Right Field

Frank Cashen, R.I.P.

One of the national pastime’s very best front-office executives, Frank Cashen, passed away yesterday at a hospital on Maryland’s Eastern Shore. He was 88.

Although Orioles fans will remember Cashen fondly for overseeing the construction of a championship franchise in Baltimore starting in the mid-1960s, most followers of the game will associate him with being the general manager who took over the hapless Mets in the winter of 1980 and turned them into a winner.

Richard Goldstein of the New York Times notes:

In nearly a quarter-century as a baseball administrator, Mr. Cashen made shrewd trades, but he focused on building farm systems, even with the arrival in the mid-1970s of bidding wars for high-priced free agents. It was something of an old-fashioned strategy that fit perfectly with Mr. Cashen’s collection of bow ties from a bygone era in men’s fashion.

He joined the Mets in 1980, after they had finished last in the National League East for three straight seasons, and built a 1986 championship ball club featuring Dwight Gooden, Darryl Strawberry, Mookie Wilson, Lenny Dykstra, Jesse Orosco, Wally Backman and Roger McDowell from the Mets’ farm system, together with Gary Carter, Keith Hernandez, Ron Darling, Sid Fernandez, Bobby Ojeda, Ray Knight and Howard Johnson, all obtained in trades. …

In November 2004, most of the Mets’ 1986 team was on hand to honor their manager and general manager at a charity function in New York. “I guess I owe everything to Frank,” Keith Hernandez said at the time. “He put together the deal that got me here. He’s a guy who achieved greatness in baseball without ever picking up a bat.”

More here.

Jason Epstein is the president of Southfive Strategies, LLC. He was a public-relations consultant for the Turkish embassy in Washington from 2002 to 2007.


_EXERCISE REQUIREMENTS_
Whenever an image turns up, omit it and return the remaining data exactly.

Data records

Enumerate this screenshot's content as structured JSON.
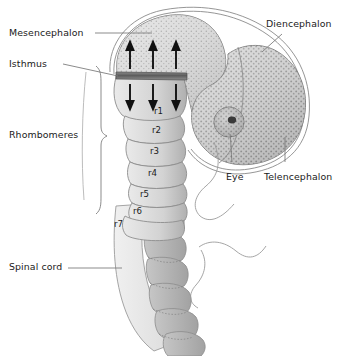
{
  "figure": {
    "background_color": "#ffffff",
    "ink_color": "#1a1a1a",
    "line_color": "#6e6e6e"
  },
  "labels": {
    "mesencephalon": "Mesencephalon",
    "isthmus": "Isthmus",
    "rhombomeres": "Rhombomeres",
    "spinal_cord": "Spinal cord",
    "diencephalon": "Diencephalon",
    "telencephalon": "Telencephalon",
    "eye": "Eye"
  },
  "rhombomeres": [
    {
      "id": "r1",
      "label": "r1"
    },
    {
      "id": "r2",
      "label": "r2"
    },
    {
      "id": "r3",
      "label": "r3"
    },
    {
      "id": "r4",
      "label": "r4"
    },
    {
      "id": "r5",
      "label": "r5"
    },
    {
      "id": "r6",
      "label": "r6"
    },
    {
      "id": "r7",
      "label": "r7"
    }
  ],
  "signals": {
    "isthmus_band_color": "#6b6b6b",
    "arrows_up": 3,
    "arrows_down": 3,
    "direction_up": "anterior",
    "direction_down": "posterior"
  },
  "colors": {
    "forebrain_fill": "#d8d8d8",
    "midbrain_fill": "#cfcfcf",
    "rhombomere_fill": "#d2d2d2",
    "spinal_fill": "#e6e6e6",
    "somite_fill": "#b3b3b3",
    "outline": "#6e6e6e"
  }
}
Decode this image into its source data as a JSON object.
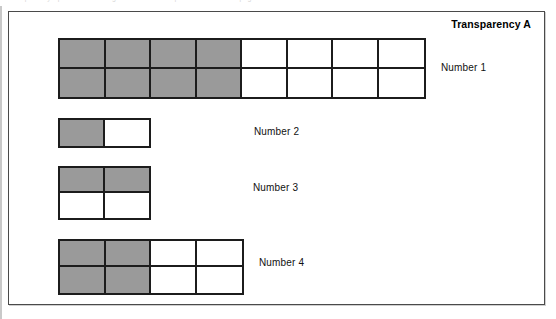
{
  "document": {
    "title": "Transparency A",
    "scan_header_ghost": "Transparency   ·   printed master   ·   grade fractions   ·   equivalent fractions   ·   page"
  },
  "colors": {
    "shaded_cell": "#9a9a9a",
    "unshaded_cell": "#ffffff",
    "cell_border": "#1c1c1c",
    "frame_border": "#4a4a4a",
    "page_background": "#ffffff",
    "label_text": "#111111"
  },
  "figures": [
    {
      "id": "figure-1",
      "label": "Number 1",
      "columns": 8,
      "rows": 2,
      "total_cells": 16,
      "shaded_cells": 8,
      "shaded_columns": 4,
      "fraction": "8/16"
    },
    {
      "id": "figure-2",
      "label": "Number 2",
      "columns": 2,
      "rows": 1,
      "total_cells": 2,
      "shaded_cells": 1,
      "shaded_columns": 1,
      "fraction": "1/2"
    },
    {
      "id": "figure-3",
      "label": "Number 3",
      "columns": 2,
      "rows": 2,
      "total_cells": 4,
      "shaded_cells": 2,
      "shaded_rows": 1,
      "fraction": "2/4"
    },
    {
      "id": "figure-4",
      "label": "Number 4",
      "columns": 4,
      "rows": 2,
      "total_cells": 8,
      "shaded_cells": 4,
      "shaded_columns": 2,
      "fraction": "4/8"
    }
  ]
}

_RESPONSE BELOW_
Enumerate this screenshot's content as structured JSON.
{
  "figure": {
    "background_color": "#ffffff",
    "ink_color": "#1a1a1a",
    "line_color": "#6e6e6e"
  },
  "labels": {
    "mesencephalon": "Mesencephalon",
    "isthmus": "Isthmus",
    "rhombomeres": "Rhombomeres",
    "spinal_cord": "Spinal cord",
    "diencephalon": "Diencephalon",
    "telencephalon": "Telencephalon",
    "eye": "Eye"
  },
  "rhombomeres": [
    {
      "id": "r1",
      "label": "r1"
    },
    {
      "id": "r2",
      "label": "r2"
    },
    {
      "id": "r3",
      "label": "r3"
    },
    {
      "id": "r4",
      "label": "r4"
    },
    {
      "id": "r5",
      "label": "r5"
    },
    {
      "id": "r6",
      "label": "r6"
    },
    {
      "id": "r7",
      "label": "r7"
    }
  ],
  "signals": {
    "isthmus_band_color": "#6b6b6b",
    "arrows_up": 3,
    "arrows_down": 3,
    "direction_up": "anterior",
    "direction_down": "posterior"
  },
  "colors": {
    "forebrain_fill": "#d8d8d8",
    "midbrain_fill": "#cfcfcf",
    "rhombomere_fill": "#d2d2d2",
    "spinal_fill": "#e6e6e6",
    "somite_fill": "#b3b3b3",
    "outline": "#6e6e6e"
  }
}
Decode this image into its source data as a JSON object.
{
  "document": {
    "title": "Transparency A",
    "scan_header_ghost": "Transparency   ·   printed master   ·   grade fractions   ·   equivalent fractions   ·   page"
  },
  "colors": {
    "shaded_cell": "#9a9a9a",
    "unshaded_cell": "#ffffff",
    "cell_border": "#1c1c1c",
    "frame_border": "#4a4a4a",
    "page_background": "#ffffff",
    "label_text": "#111111"
  },
  "figures": [
    {
      "id": "figure-1",
      "label": "Number 1",
      "columns": 8,
      "rows": 2,
      "total_cells": 16,
      "shaded_cells": 8,
      "shaded_columns": 4,
      "fraction": "8/16"
    },
    {
      "id": "figure-2",
      "label": "Number 2",
      "columns": 2,
      "rows": 1,
      "total_cells": 2,
      "shaded_cells": 1,
      "shaded_columns": 1,
      "fraction": "1/2"
    },
    {
      "id": "figure-3",
      "label": "Number 3",
      "columns": 2,
      "rows": 2,
      "total_cells": 4,
      "shaded_cells": 2,
      "shaded_rows": 1,
      "fraction": "2/4"
    },
    {
      "id": "figure-4",
      "label": "Number 4",
      "columns": 4,
      "rows": 2,
      "total_cells": 8,
      "shaded_cells": 4,
      "shaded_columns": 2,
      "fraction": "4/8"
    }
  ]
}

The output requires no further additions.